Selected article for: "define threshold and long term"

Author: O’Dea, Eamon B.; Park, Andrew W.; Drake, John M.
Title: Estimating the distance to an epidemic threshold
  • Cord-id: krb3kl8c
  • Document date: 2018_4_17
  • ID: krb3kl8c
    Snippet: The epidemic threshold of the susceptible-infected-recovered (SIR) model is a boundary separating parameters that can permit epidemics from those that cannot. This threshold corresponds to points where the stability of the system’s equilibrium reaches zero. Consequently, we use the average rate at which deviations from the equilibrium shrink to define a distance to this threshold. However, the vital dynamics of the host population may occur slowly even when transmission is far from threshold l
    Document: The epidemic threshold of the susceptible-infected-recovered (SIR) model is a boundary separating parameters that can permit epidemics from those that cannot. This threshold corresponds to points where the stability of the system’s equilibrium reaches zero. Consequently, we use the average rate at which deviations from the equilibrium shrink to define a distance to this threshold. However, the vital dynamics of the host population may occur slowly even when transmission is far from threshold levels. Here we show analytically how such slow dynamics can prevent estimation of the distance to the threshold for some individual variables of the model. Although these results are exact only in the limit of long-term observation of a large system, we find that they still provide useful insight into the behaviour of estimates from simulations with a range of population sizes, environmental noise, and observation schemes. Having established some guidelines about when estimates are accurate, we then illustrate how multiple distance estimates can be used to estimate the rate of approach to the threshold. The estimation approach is general and may be applicable to zoonotic pathogens such as MERS-CoV as well as vaccine-preventable diseases such as measles.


[What is expected]: A single figure is required: the number of lines in the data below that hold the word "this".

[Start of Attachment]

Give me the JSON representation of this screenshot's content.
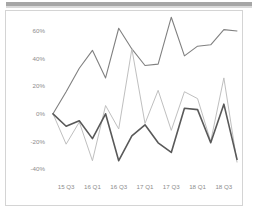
{
  "card": {
    "title": "",
    "top_band_color": "#a6a6a6",
    "border_color": "#d4d4d4",
    "background": "#ffffff"
  },
  "chart_data": {
    "type": "line",
    "title": "",
    "subtitle": "",
    "xlabel": "",
    "ylabel": "",
    "ylim": [
      -40,
      60
    ],
    "ytick_labels": [
      "60%",
      "40%",
      "20%",
      "0%",
      "-20%",
      "-40%"
    ],
    "ytick_values": [
      60,
      40,
      20,
      0,
      -20,
      -40
    ],
    "grid": false,
    "legend": "none",
    "legend_entries": [],
    "x": [
      "15 Q2",
      "15 Q3",
      "15 Q4",
      "16 Q1",
      "16 Q2",
      "16 Q3",
      "16 Q4",
      "17 Q1",
      "17 Q2",
      "17 Q3",
      "17 Q4",
      "18 Q1",
      "18 Q2",
      "18 Q3",
      "18 Q4"
    ],
    "xtick_labels": [
      "15 Q3",
      "16 Q1",
      "16 Q3",
      "17 Q1",
      "17 Q3",
      "18 Q1",
      "18 Q3"
    ],
    "xtick_indices": [
      1,
      3,
      5,
      7,
      9,
      11,
      13
    ],
    "series": [
      {
        "name": "series-1",
        "color": "#808080",
        "width": 1.1,
        "values": [
          0,
          16,
          33,
          46,
          26,
          62,
          47,
          35,
          36,
          70,
          42,
          49,
          50,
          61,
          60
        ]
      },
      {
        "name": "series-2",
        "color": "#bfbfbf",
        "width": 1.0,
        "values": [
          0,
          -22,
          -6,
          -34,
          6,
          -11,
          47,
          -7,
          17,
          -12,
          16,
          11,
          -20,
          26,
          -35
        ]
      },
      {
        "name": "series-3",
        "color": "#595959",
        "width": 1.6,
        "values": [
          0,
          -9,
          -5,
          -18,
          0,
          -34,
          -16,
          -8,
          -21,
          -28,
          4,
          3,
          -21,
          7,
          -33
        ]
      }
    ]
  }
}
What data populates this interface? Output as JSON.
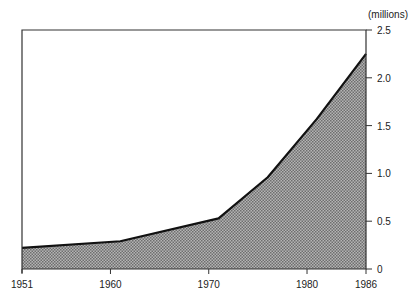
{
  "chart_data": {
    "type": "area",
    "title": "",
    "xlabel": "",
    "ylabel": "(millions)",
    "y_axis_position": "right",
    "x": [
      1951,
      1961,
      1971,
      1976,
      1981,
      1986
    ],
    "series": [
      {
        "name": "value",
        "values": [
          0.22,
          0.29,
          0.53,
          0.96,
          1.57,
          2.25
        ]
      }
    ],
    "xlim": [
      1951,
      1986
    ],
    "ylim": [
      0,
      2.5
    ],
    "x_ticks": [
      1951,
      1960,
      1970,
      1980,
      1986
    ],
    "x_tick_labels": [
      "1951",
      "1960",
      "1970",
      "1980",
      "1986"
    ],
    "y_ticks": [
      0,
      0.5,
      1.0,
      1.5,
      2.0,
      2.5
    ],
    "y_tick_labels": [
      "0",
      "0.5",
      "1.0",
      "1.5",
      "2.0",
      "2.5"
    ],
    "grid": false,
    "legend": null,
    "fill": "stippled grey",
    "colors": {
      "line": "#111111",
      "fill": "#9a9a9a",
      "axis": "#333333"
    }
  }
}
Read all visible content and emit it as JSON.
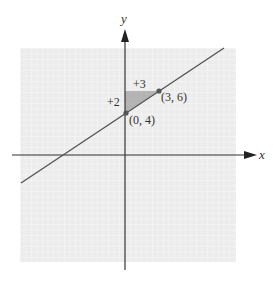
{
  "figure": {
    "x_axis_label": "x",
    "y_axis_label": "y",
    "rise_label": "+2",
    "run_label": "+3",
    "points": [
      {
        "label": "(0, 4)",
        "x": 0,
        "y": 4
      },
      {
        "label": "(3, 6)",
        "x": 3,
        "y": 6
      }
    ],
    "line": {
      "slope": "2/3",
      "y_intercept": 4
    },
    "colors": {
      "grid_bg": "#ececec",
      "grid_line": "#ffffff",
      "line": "#555555",
      "triangle": "#9a9a9a",
      "axis": "#333333"
    }
  }
}
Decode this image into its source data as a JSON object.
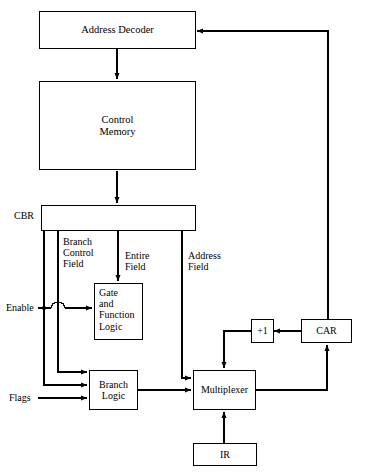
{
  "diagram": {
    "boxes": {
      "address_decoder": "Address Decoder",
      "control_memory": "Control\nMemory",
      "cbr": "CBR",
      "gate_function_logic": "Gate\nand\nFunction\nLogic",
      "branch_logic": "Branch\nLogic",
      "multiplexer": "Multiplexer",
      "incrementer": "+1",
      "car": "CAR",
      "ir": "IR"
    },
    "labels": {
      "branch_control_field": "Branch\nControl\nField",
      "entire_field": "Entire\nField",
      "address_field": "Address\nField",
      "enable": "Enable",
      "flags": "Flags"
    },
    "colors": {
      "stroke": "#000000",
      "background": "#ffffff",
      "dashed_divider": "#555555"
    }
  }
}
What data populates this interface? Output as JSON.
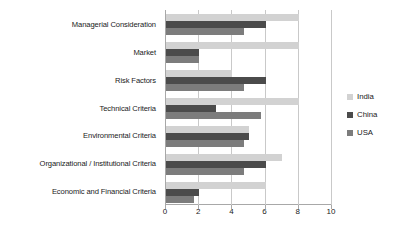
{
  "chart_data": {
    "type": "bar",
    "orientation": "horizontal",
    "title": "",
    "xlabel": "",
    "ylabel": "",
    "xlim": [
      0,
      10
    ],
    "xticks": [
      0,
      2,
      4,
      6,
      8,
      10
    ],
    "grid": true,
    "legend_position": "right",
    "categories": [
      "Managerial Consideration",
      "Market",
      "Risk Factors",
      "Technical Criteria",
      "Environmental Criteria",
      "Organizational / Institutional Criteria",
      "Economic and Financial Criteria"
    ],
    "series": [
      {
        "name": "India",
        "color": "#d2d2d2",
        "values": [
          8.0,
          8.0,
          4.0,
          8.0,
          5.0,
          7.0,
          6.0
        ]
      },
      {
        "name": "China",
        "color": "#4b4b4b",
        "values": [
          6.0,
          2.0,
          6.0,
          3.0,
          5.0,
          6.0,
          2.0
        ]
      },
      {
        "name": "USA",
        "color": "#7c7c7c",
        "values": [
          4.7,
          2.0,
          4.7,
          5.7,
          4.7,
          4.7,
          1.7
        ]
      }
    ]
  },
  "axis": {
    "x_tick_labels": [
      "0",
      "2",
      "4",
      "6",
      "8",
      "10"
    ]
  },
  "legend": {
    "items": [
      {
        "label": "India",
        "color": "#d2d2d2"
      },
      {
        "label": "China",
        "color": "#4b4b4b"
      },
      {
        "label": "USA",
        "color": "#7c7c7c"
      }
    ]
  }
}
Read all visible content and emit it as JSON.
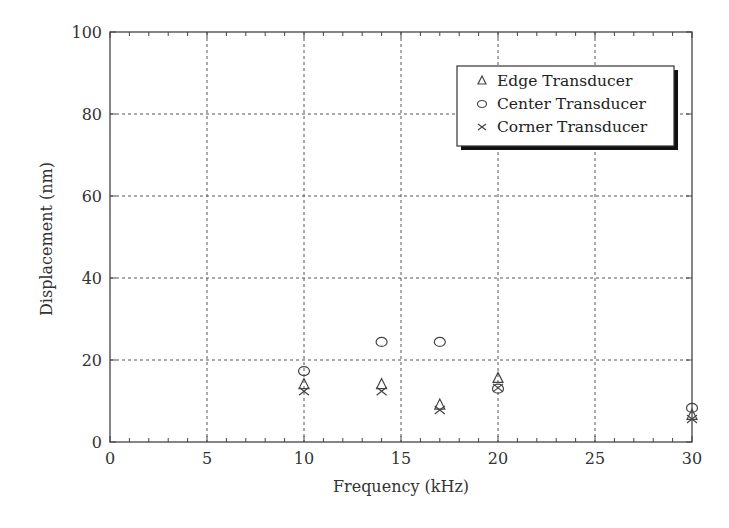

[End of Attachment]

[Answer to the problem]: 4